▸ **Records provided**:
^^^^

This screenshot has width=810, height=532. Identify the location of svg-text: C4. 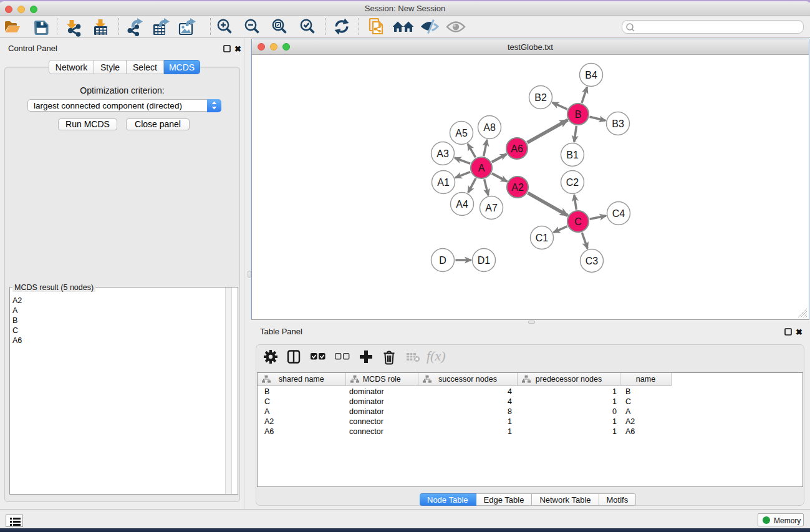
(619, 213).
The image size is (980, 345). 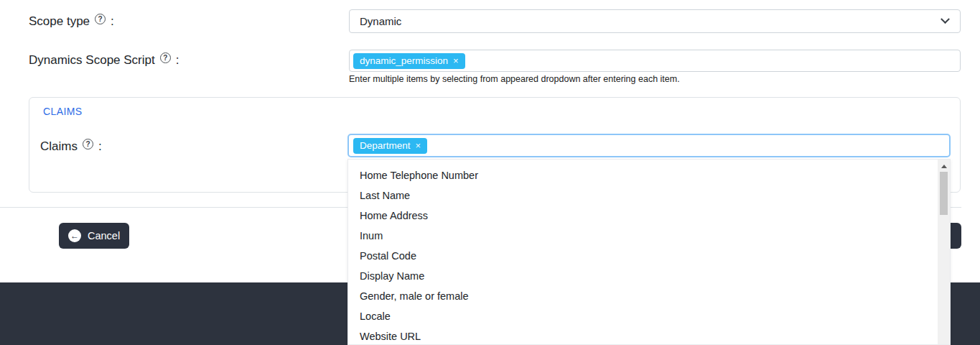 I want to click on claims-label-text: Claims, so click(x=59, y=147).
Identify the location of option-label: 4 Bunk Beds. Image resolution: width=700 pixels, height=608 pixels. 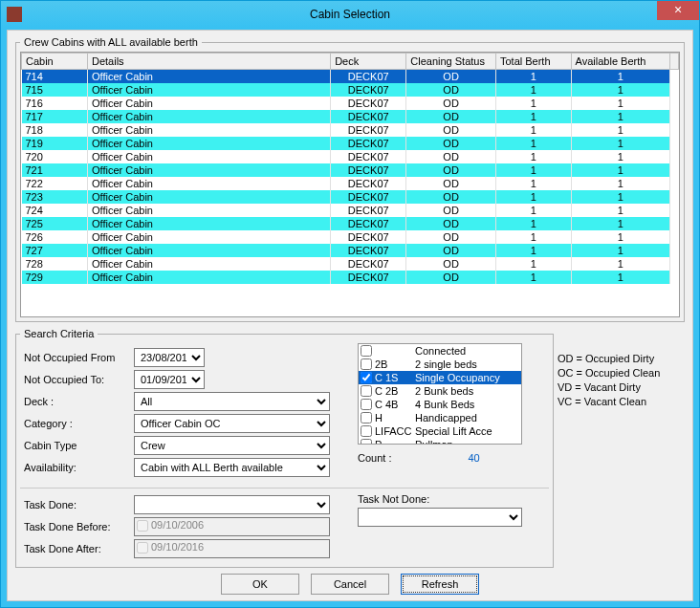
(445, 404).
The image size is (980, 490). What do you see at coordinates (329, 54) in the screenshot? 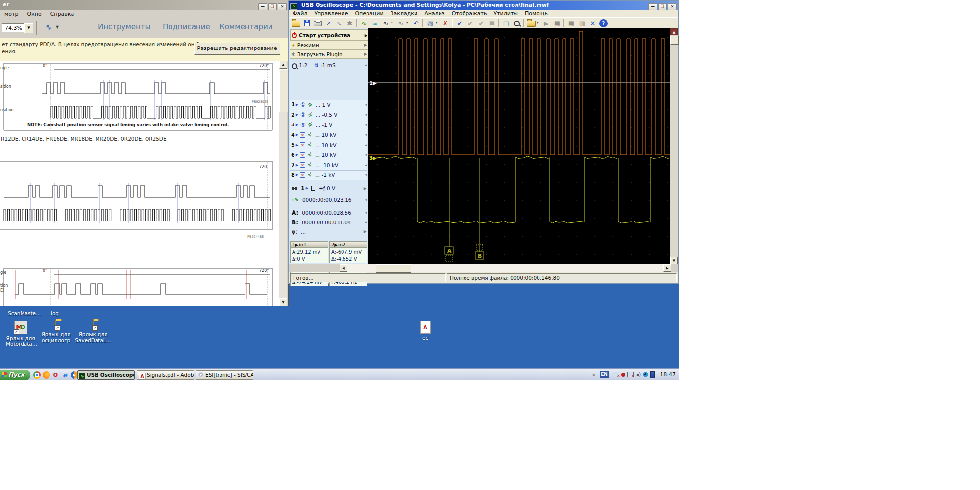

^^^^

▸ **Exercise brief**:
Once you find the line that contains "Identify the location of option-label: 4", give it again along with every later line through the end of the data, word for word, minus the pictures.

▸ **Completed task**:
Identify the location of option-label: 4 Bunk Beds. Image resolution: width=700 pixels, height=608 pixels. 
(445, 404).
The image size is (980, 490). What do you see at coordinates (329, 54) in the screenshot? 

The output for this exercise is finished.